Mel Gibson drops in from time to time in this predictable throwback thriller from Mark Neveldine.

There is absolutely no need to brush up on geopolitics for Mark Neveldine’s macho thriller “Panama,” which might be a blessing: This over-plotted yet utterly predictable throwback is set in the waning days of Manuel Noriega’s presidency, when sorting out the C.I.A.’s allegiances in Central America was trickier than playing three-card monte. The movie is more interested in resurrecting the spirit of action flicks from the late 1980s, a time when men were brutes, women were pawns or eye candy, and declarative assertions passed for dialogue. “Nothing more rock ‘n’ roll,” Mel Gibson’s Stark whoops here, “than taking out the bad guys for the red, white and blue!”

Gibson is only onscreen for a few scenes, abiding by the current career playbook used by actors of his generation who like an easy paycheck. The heavy lifting (and glowering, and killing) is done by Cole Hauser’s Becker, a dour Marine who, when not gunning people down, spends his time drinking on his wife’s grave. Once enlisted by Gibson’s character to acquire a Soviet helicopter for the Contras, Becker discovers to his grim satisfaction that he and the rebel fighters share a bottomless hunger for revenge — an appetite for destruction, one might say, particularly if that one person were the Contra leader in this movie who, while playing air guitar on a rifle, screams, “Welcome to the jungle!”

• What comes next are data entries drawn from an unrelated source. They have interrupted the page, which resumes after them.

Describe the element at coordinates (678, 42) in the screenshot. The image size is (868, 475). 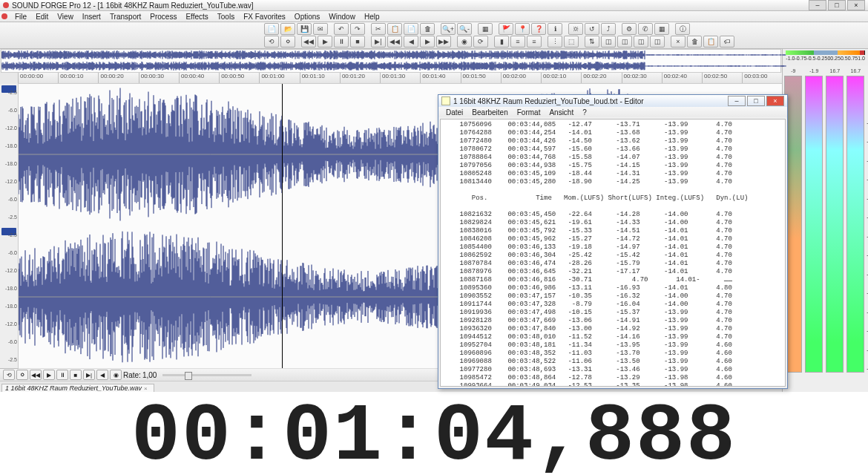
I see `toolbar-button: ×` at that location.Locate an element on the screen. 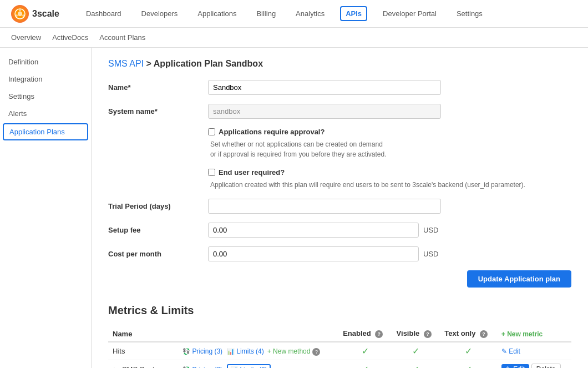 The image size is (588, 368). nav-billing: Billing is located at coordinates (266, 13).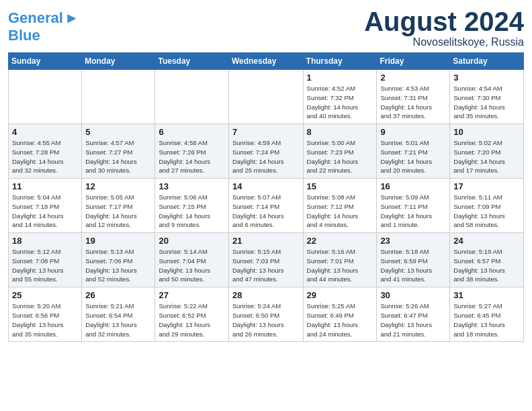 The width and height of the screenshot is (532, 411). What do you see at coordinates (191, 266) in the screenshot?
I see `day-info: Sunrise: 5:14 AM Sunset: 7:04 PM Dayligh…` at bounding box center [191, 266].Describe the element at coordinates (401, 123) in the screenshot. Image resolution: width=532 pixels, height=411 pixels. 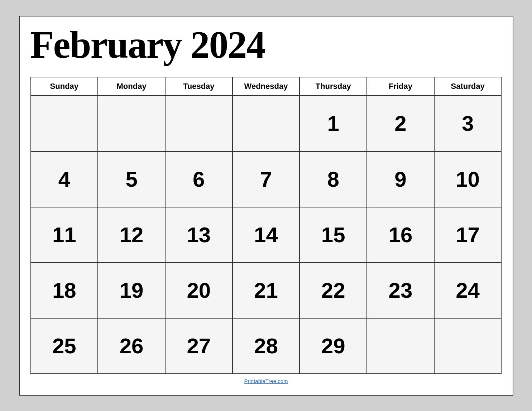
I see `day-number: 2` at that location.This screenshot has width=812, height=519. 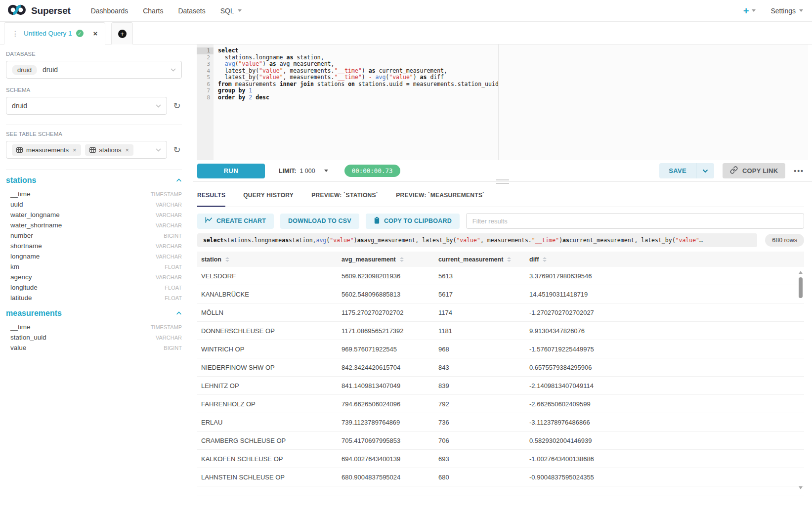 I want to click on scroll-down-icon, so click(x=801, y=488).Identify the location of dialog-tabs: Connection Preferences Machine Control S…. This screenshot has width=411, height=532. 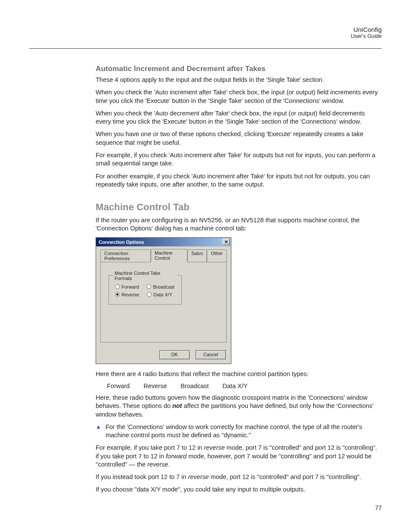
(164, 255). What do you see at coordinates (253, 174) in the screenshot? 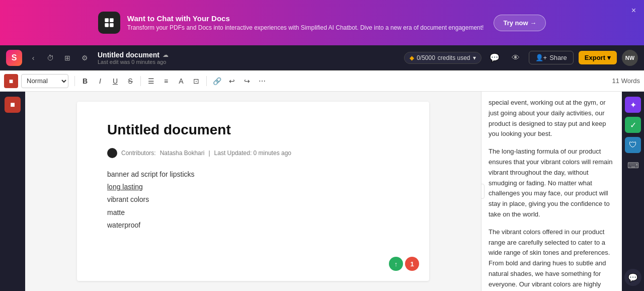
I see `content-item-1: banner ad script for lipsticks` at bounding box center [253, 174].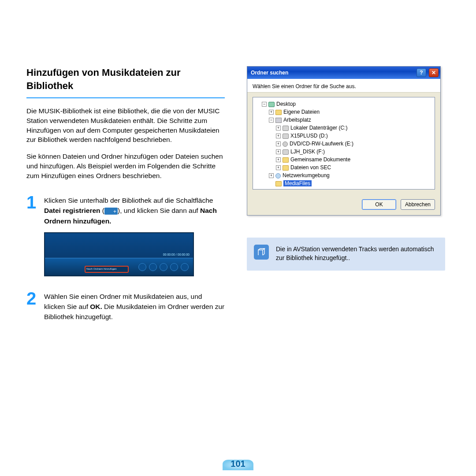  What do you see at coordinates (126, 125) in the screenshot?
I see `intro-paragraph-1: Die MUSIK-Bibliothek ist eine Bibliothek…` at bounding box center [126, 125]. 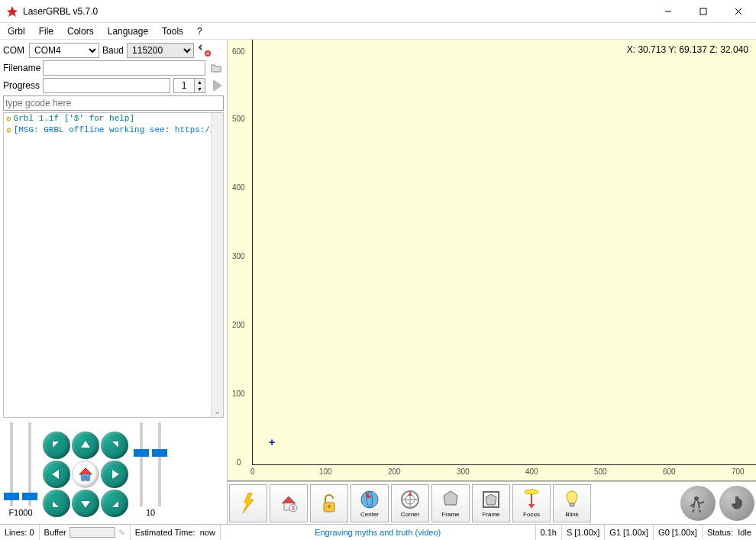 What do you see at coordinates (173, 31) in the screenshot?
I see `menu-tools: Tools` at bounding box center [173, 31].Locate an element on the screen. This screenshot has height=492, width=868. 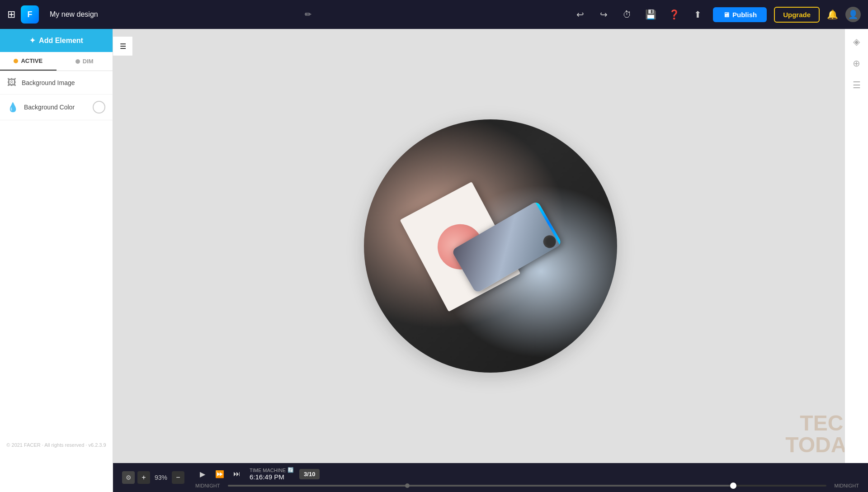
time-machine: TIME MACHINE 🔄 6:16:49 PM is located at coordinates (272, 474).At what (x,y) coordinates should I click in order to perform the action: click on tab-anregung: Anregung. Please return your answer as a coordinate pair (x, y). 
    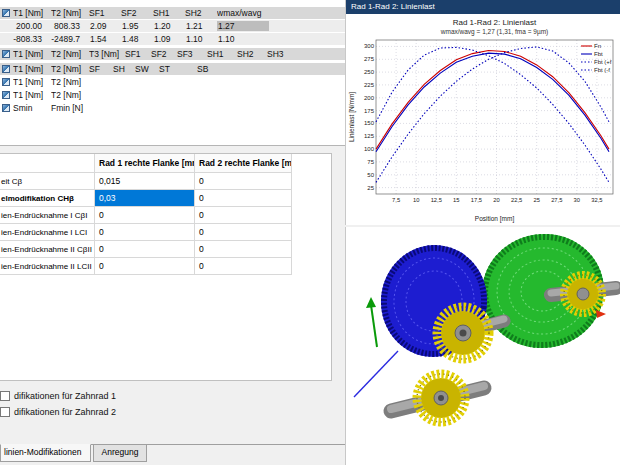
    Looking at the image, I should click on (120, 454).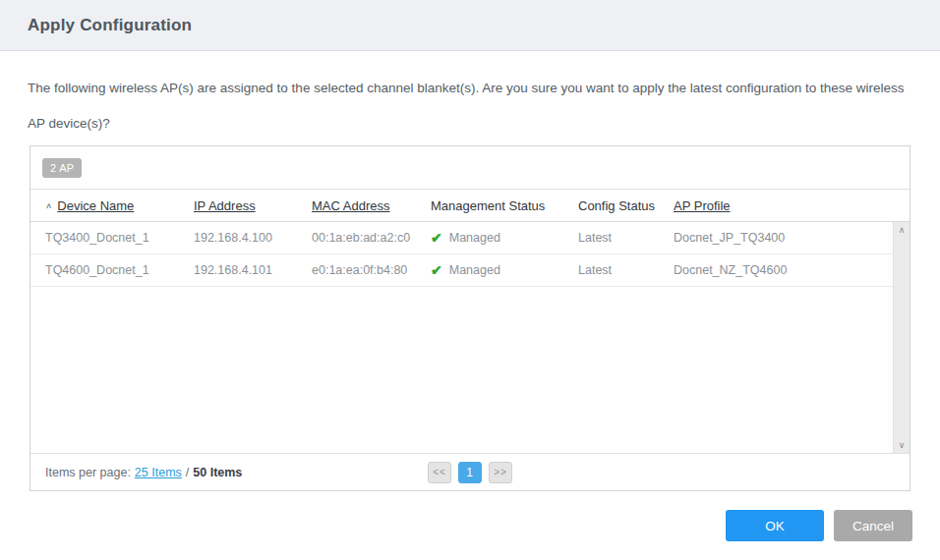 The height and width of the screenshot is (560, 940). What do you see at coordinates (120, 238) in the screenshot?
I see `device-name-cell: TQ3400_Docnet_1` at bounding box center [120, 238].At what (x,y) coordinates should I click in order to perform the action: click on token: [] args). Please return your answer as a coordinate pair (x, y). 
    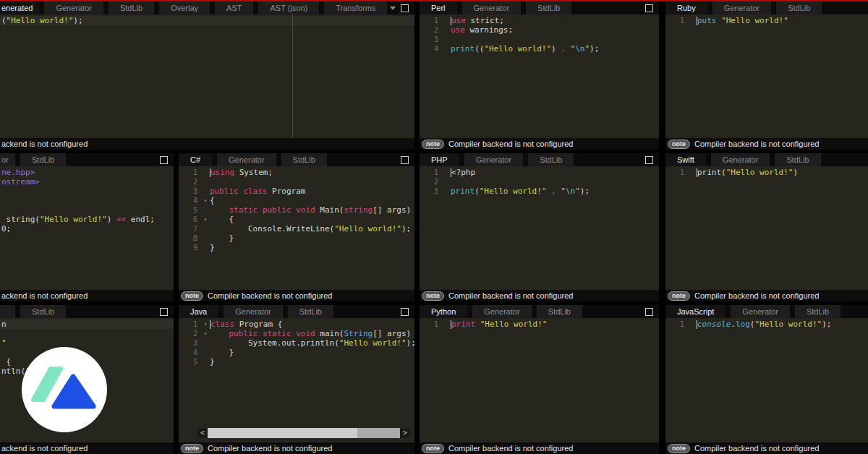
    Looking at the image, I should click on (393, 334).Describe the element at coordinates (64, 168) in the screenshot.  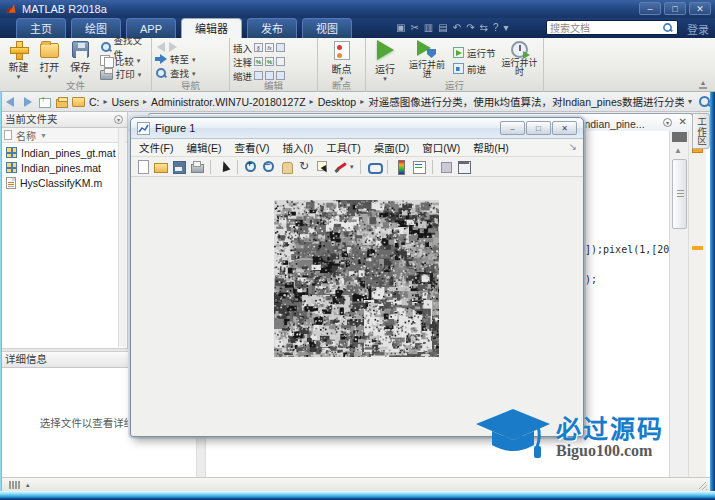
I see `file-item: Indian_pines.mat` at that location.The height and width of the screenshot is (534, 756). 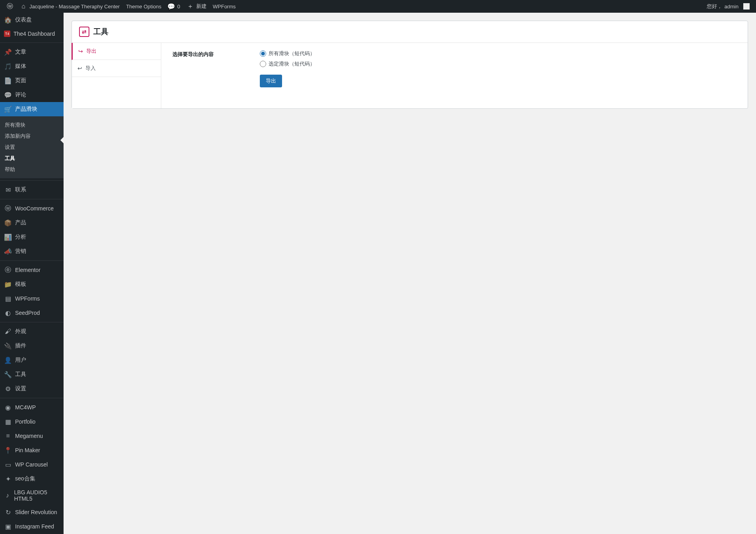 What do you see at coordinates (8, 109) in the screenshot?
I see `cart-icon: 🛒` at bounding box center [8, 109].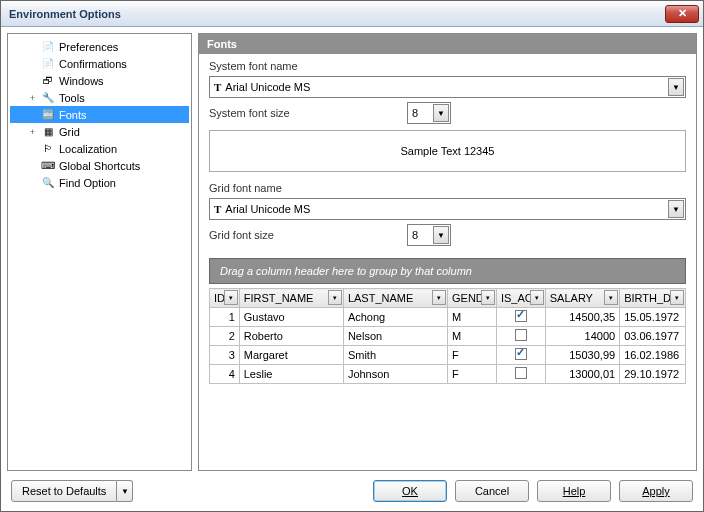  I want to click on tree-item-find-option: 🔍Find Option, so click(100, 182).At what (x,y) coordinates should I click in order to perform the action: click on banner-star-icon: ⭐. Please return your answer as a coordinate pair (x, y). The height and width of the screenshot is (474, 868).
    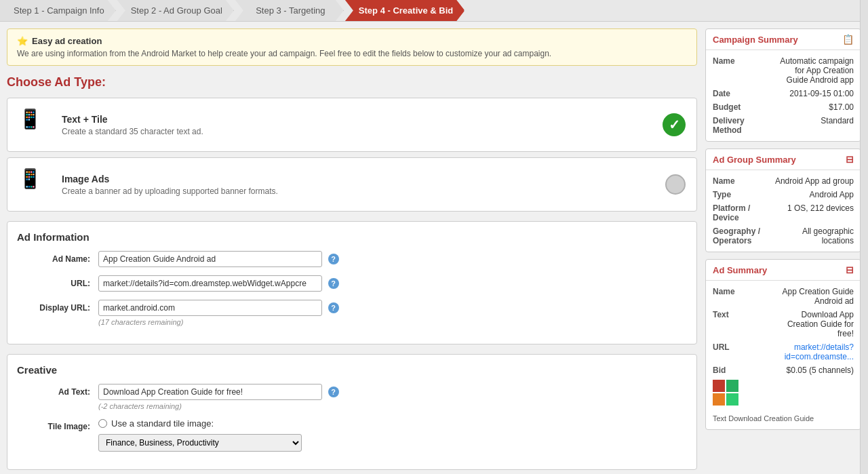
    Looking at the image, I should click on (22, 41).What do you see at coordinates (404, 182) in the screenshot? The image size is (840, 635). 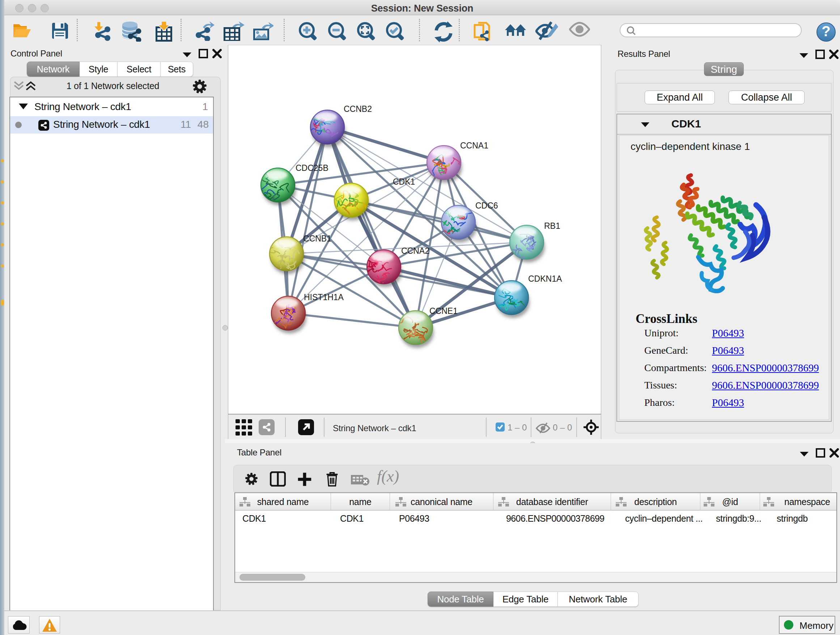 I see `svg-text: CDK1` at bounding box center [404, 182]. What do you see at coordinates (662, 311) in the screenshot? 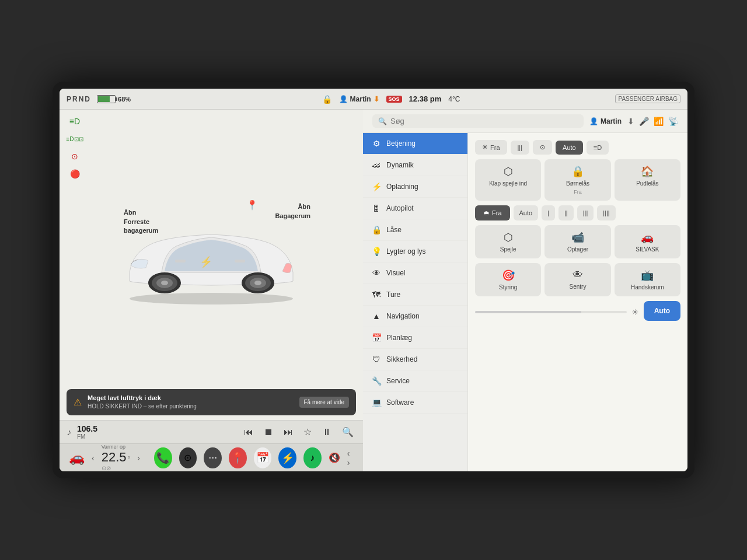
I see `auto-brightness-btn: Auto` at bounding box center [662, 311].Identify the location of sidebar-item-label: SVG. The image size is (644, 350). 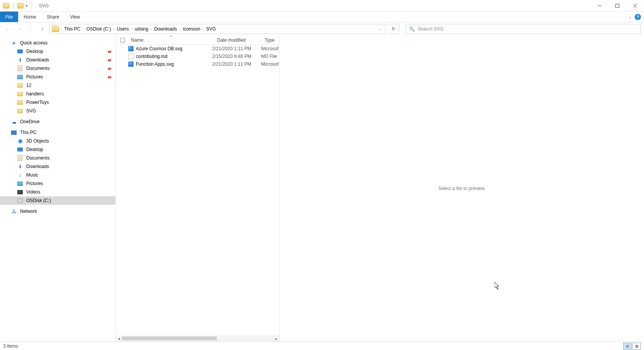
(31, 111).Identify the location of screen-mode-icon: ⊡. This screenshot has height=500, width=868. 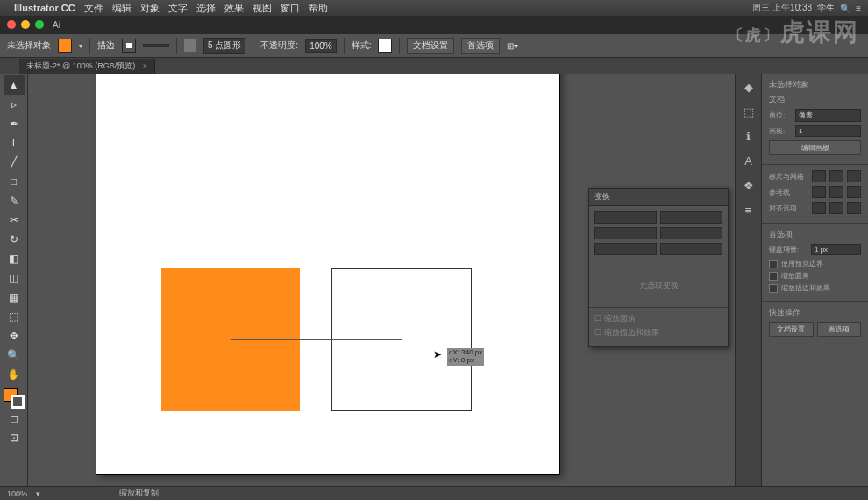
(14, 438). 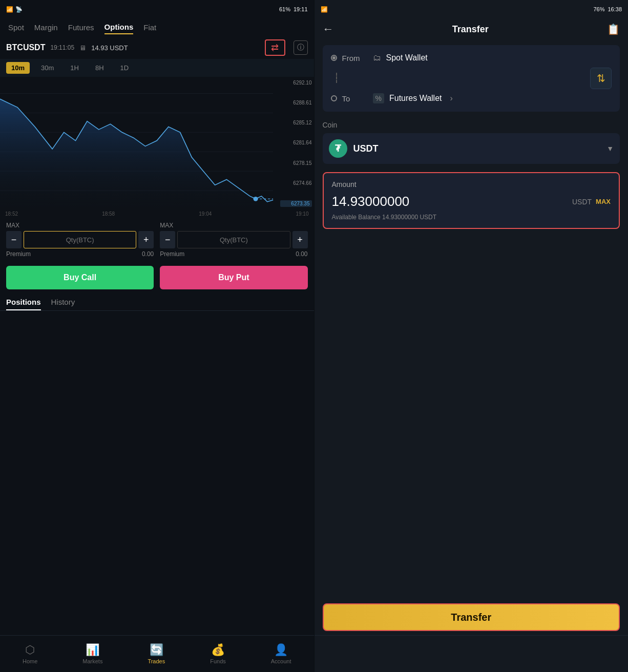 I want to click on amount-value: 14.93000000, so click(x=371, y=202).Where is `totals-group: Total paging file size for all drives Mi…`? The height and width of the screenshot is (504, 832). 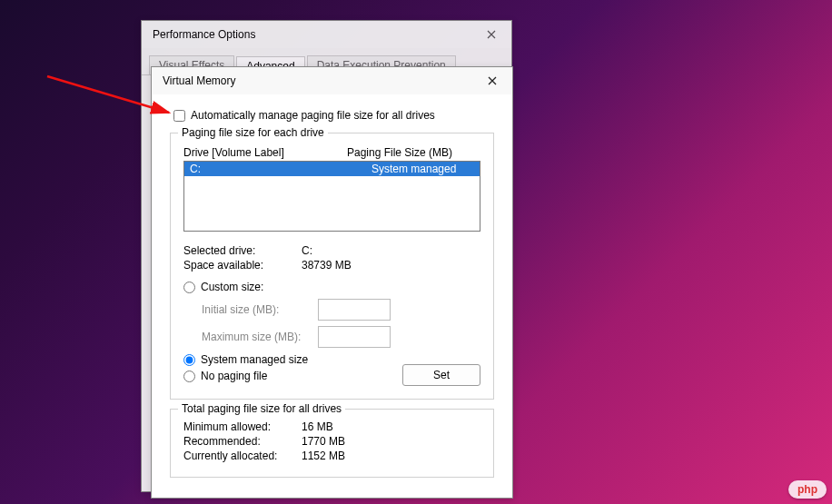 totals-group: Total paging file size for all drives Mi… is located at coordinates (332, 443).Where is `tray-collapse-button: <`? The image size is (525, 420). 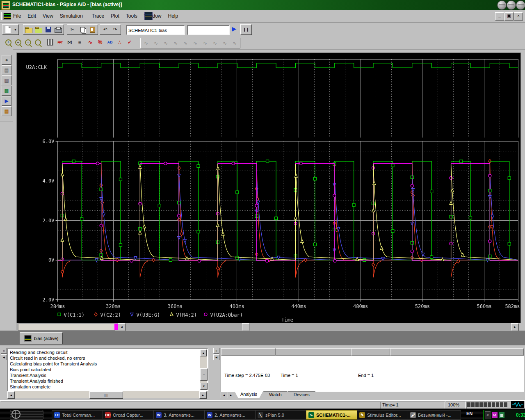 tray-collapse-button: < is located at coordinates (488, 415).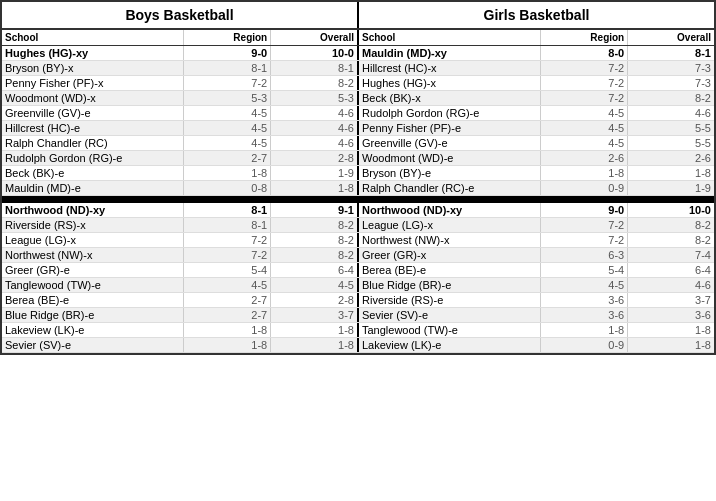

“Panama” should be more fun, given that Neveldine was a writer and director of the giddily moronic “Crank” films, which he made alongside Brian Taylor. (This movie was written by William Barber and Daniel Adams.) But it’s mostly a lot of manic editing and caffeinated camerawork, each trying and failing to juice some excitement out of Hauser’s dull performance. There is a slow-motion shot of a snow leopard, sound-tracked by hair metal. It is delivered without a lick of ironic wit.

Panama
Rated R for brutal fracas and repeated references to rape. Running time: 1 hour 34 minutes. In theaters and available to rent or buy on Google Play, Vudu and other streaming platforms and pay TV operators.